Roanoke Times Copyright (c) 1995, Landmark Communications, Inc. DATE: SUNDAY, July 25, 1993 TAG: 9309050321 SECTION: EDITORIAL PAGE: D3 EDITION: METRO SOURCE: ADRIAN BLEVINS-CHURCH DATELINE: LENGTH: Medium
We may eat so many french fries our hearts finally explode; we may drive drunk into a concrete building; and we may even leave a pistol loaded in the house for neighborhood children to find and use, um, against us. It is also possible that we may shop ourselves to spiritual death or get an incurable cancer from drinking contaminated water near a cement plant that decides to burn hazardous waste in exchange for the mighty buck.
And isn't it also true that people who fail to separate the gun from its ammunition, people who are addicted to the daily fast-food hamburger, and executives who are more than eager to burn hazardous waste to the physical detriment of entire communities can live without being ostracized for their bad habits, while cigarette smokers cannot?
Isn't it significant that the hazardous-waste-burning executive endangers the lives of others (as do the drunken driver and the crack pusher), while the cigarette smoker, as long as she agrees to smoke in areas where oxygen is plentiful, endangers only herself?
Our New Age health consciousness has its advantages, of course. People are finally thinking about preventive medicine and are thus more likely to live better and longer. But the disadvantage of this neo-Puritanism, aside from the runner's shattered foot and the dieter's anemia, is that it may lead us into making moral assumptions or judgments about people who involve themselves in activities we do not consider healthy. Such attitudes clearly run contrary to many of the principles Americans consider essential to their definitions of a free society.
Just imagine the weeping of European mothers and fathers when their adult offspring came home and suddenly announced plans to sail to the New World. Those parents must have imagined nothing, at that moment, save the dangers of that voyage.
And, of course, serious jeopardies did lurk in and beyond those ocean waters. Many of our pioneers died on the sea, and many more died in their first months here.
While making the decision to journey to newly found land cannot for long be compared to smoking a cigarette, this analogy is not without its merits. The fact is that those individuals - though poor, uneducated and sometimes victims of societies that could no longer provide places for them - at least had the opportunity to plan their own futures and to dictate the nature of their own lives.
We must be willing to grant one another the freedom to make individual choices, even if some medical professional believes our choices foolish. The best way for us to teach others what to do and what not to do is to give those others the gift of experience. Through experience, most of us will find our way.
While smokers should be considerate of those who do not like to smell or breathe smoke, nonsmokers should also avoid shunning the smoker's bad habit and should especially avoid criticizing the smoker's person in general. Perhaps Sir Thomas Brown had it right when he said in the 17th century that ``they [who] endeavor to abolish vice destroy also virtue.'' The smoker's vice is not healthy, but neither is it healthy to overextend a credit card, work 75 hours a week to the neglect of small children, or ignore the homeless, crazy or destitute.
Andrei Codrescu, the well-known poet and occasional commentator for National Public Radio's "All Things Considered," visited Hollins College awhile back to give a talk on the so-called Romanian revolution of 1990. Codrescu left Romania in his early 20s for, I'm sure, a variety of complex reasons, but that night he said he left Romania because, after hearing a Beatles' tune, he wanted to ``go where they played music like that.''
I was standing outside the building smoking a cigarette before the speech, when Codrescu (I recognized him from the posters) walked toward me and lit up a cigarette himself. I said something about it being a shame that the smokers were condemned to partake in the cold.
After a pause, and in a most exotic Eastern European accent, this man originally from the bowels of fascism took a drag off his Vantage and told me that such a condemnation was, indeed, ``just another form of exile.''
\ Adrian Blevins-Church teaches writing at Hollins College and Virginia Western Community College.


▶ **What you need to do**: Return only those lines of the records below in which "Quality" appears.

▶ **Entries shown**:
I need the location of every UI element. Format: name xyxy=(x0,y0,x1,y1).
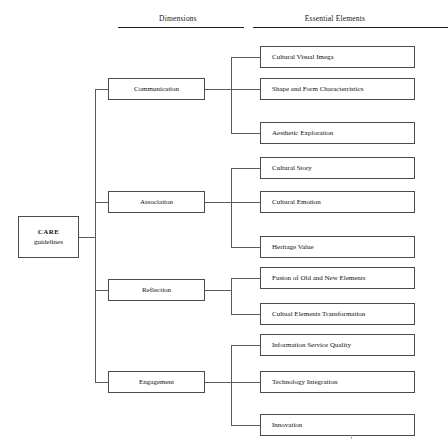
connector-trunk-to-communication xyxy=(95,89,109,90)
dimension-label: Engagement xyxy=(139,378,174,386)
element-node-cultural-emotion: Cultural Emotion xyxy=(260,191,415,213)
connector-engagement-to-element-1 xyxy=(231,345,260,346)
dimension-node-engagement: Engagement xyxy=(108,371,205,393)
connector-association-to-element-3 xyxy=(231,247,260,248)
dimension-node-communication: Communication xyxy=(108,78,205,100)
connector-communication-bus xyxy=(231,57,232,133)
connector-engagement-to-element-3 xyxy=(231,425,260,426)
element-label: Information Service Quality xyxy=(272,341,351,349)
connector-association-to-element-1 xyxy=(231,168,260,169)
element-node-shape-and-form-characterristics: Shape and Form Characterristics xyxy=(260,78,415,100)
element-label: Cultual Elements Transformation xyxy=(272,310,365,318)
element-label: Heritage Value xyxy=(272,243,314,251)
dimension-label: Association xyxy=(140,198,173,206)
element-label: Aesthetic Exploration xyxy=(272,129,333,137)
care-guidelines-diagram: Dimensions Essential Elements CARE guide… xyxy=(0,0,448,445)
element-label: Cultural Visual Imega xyxy=(272,53,334,61)
dimension-label: Communication xyxy=(134,85,179,93)
element-label: Cultural Story xyxy=(272,164,312,172)
connector-communication-to-element-2 xyxy=(231,89,260,90)
dimension-node-association: Association xyxy=(108,191,205,213)
dimension-label: Reflection xyxy=(142,286,171,294)
element-node-aesthetic-exploration: Aesthetic Exploration xyxy=(260,122,415,144)
element-node-cultual-elements-transformation: Cultual Elements Transformation xyxy=(260,303,415,325)
element-label: Innovation xyxy=(272,421,302,429)
element-label: Cultural Emotion xyxy=(272,198,321,206)
element-node-fusion-of-old-and-new-elements: Fusion of Old and New Elements xyxy=(260,267,415,289)
element-label: Technology Integration xyxy=(272,378,337,386)
connector-trunk-to-reflection xyxy=(95,290,109,291)
element-node-technology-integration: Technology Integration xyxy=(260,371,415,393)
root-node-care-guidelines: CARE guidelines xyxy=(18,216,79,258)
connector-association-bus xyxy=(231,168,232,247)
element-label: Shape and Form Characterristics xyxy=(272,85,364,93)
element-node-cultural-visual-imega: Cultural Visual Imega xyxy=(260,46,415,68)
column-header-essential-elements: Essential Elements xyxy=(255,14,415,23)
element-node-information-service-quality: Information Service Quality xyxy=(260,334,415,356)
element-node-innovation: Innovation xyxy=(260,414,415,436)
element-node-heritage-value: Heritage Value xyxy=(260,236,415,258)
connector-reflection-to-element-2 xyxy=(231,314,260,315)
element-node-cultural-story: Cultural Story xyxy=(260,157,415,179)
connector-communication-stem xyxy=(205,89,231,90)
connector-communication-to-element-1 xyxy=(231,57,260,58)
scan-artifact xyxy=(351,435,352,439)
connector-engagement-bus xyxy=(231,345,232,425)
dimension-node-reflection: Reflection xyxy=(108,279,205,301)
column-rule-essential-elements xyxy=(253,27,448,28)
connector-root-stub xyxy=(79,237,96,238)
root-label-line1: CARE xyxy=(38,228,59,236)
connector-engagement-stem xyxy=(205,382,231,383)
column-rule-dimensions xyxy=(118,27,244,28)
connector-reflection-to-element-1 xyxy=(231,278,260,279)
column-header-dimensions: Dimensions xyxy=(118,14,238,23)
connector-association-stem xyxy=(205,202,231,203)
connector-association-to-element-2 xyxy=(231,202,260,203)
connector-dimension-trunk xyxy=(95,89,96,382)
connector-reflection-bus xyxy=(231,278,232,314)
element-label: Fusion of Old and New Elements xyxy=(272,274,366,282)
root-label-line2: guidelines xyxy=(34,238,63,246)
connector-trunk-to-association xyxy=(95,202,109,203)
connector-communication-to-element-3 xyxy=(231,133,260,134)
connector-engagement-to-element-2 xyxy=(231,382,260,383)
connector-reflection-stem xyxy=(205,290,231,291)
connector-trunk-to-engagement xyxy=(95,382,109,383)
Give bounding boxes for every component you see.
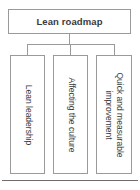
root-node-label: Lean roadmap xyxy=(36,16,102,27)
root-node-lean-roadmap[interactable]: Lean roadmap xyxy=(8,9,131,34)
child-node-affecting-the-culture[interactable]: Affecting the culture xyxy=(53,55,88,174)
child-node-quick-and-measurable-improvement[interactable]: Quick and measurable improvement xyxy=(96,55,132,174)
child-node-2-label: Affecting the culture xyxy=(65,58,76,171)
bottom-divider-rule xyxy=(2,180,138,181)
child-node-3-label: Quick and measurable improvement xyxy=(103,58,125,171)
connector-drop-child-3 xyxy=(114,44,115,55)
child-node-1-label: Lean leadership xyxy=(22,58,33,171)
connector-drop-child-2 xyxy=(70,44,71,55)
lean-roadmap-diagram: Lean roadmap Lean leadership Affecting t… xyxy=(0,0,140,190)
child-node-lean-leadership[interactable]: Lean leadership xyxy=(10,55,45,174)
connector-drop-child-1 xyxy=(27,44,28,55)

▶ **Task result**:
element-label: Information Service Quality xyxy=(272,341,351,349)
element-node-information-service-quality: Information Service Quality xyxy=(260,334,415,356)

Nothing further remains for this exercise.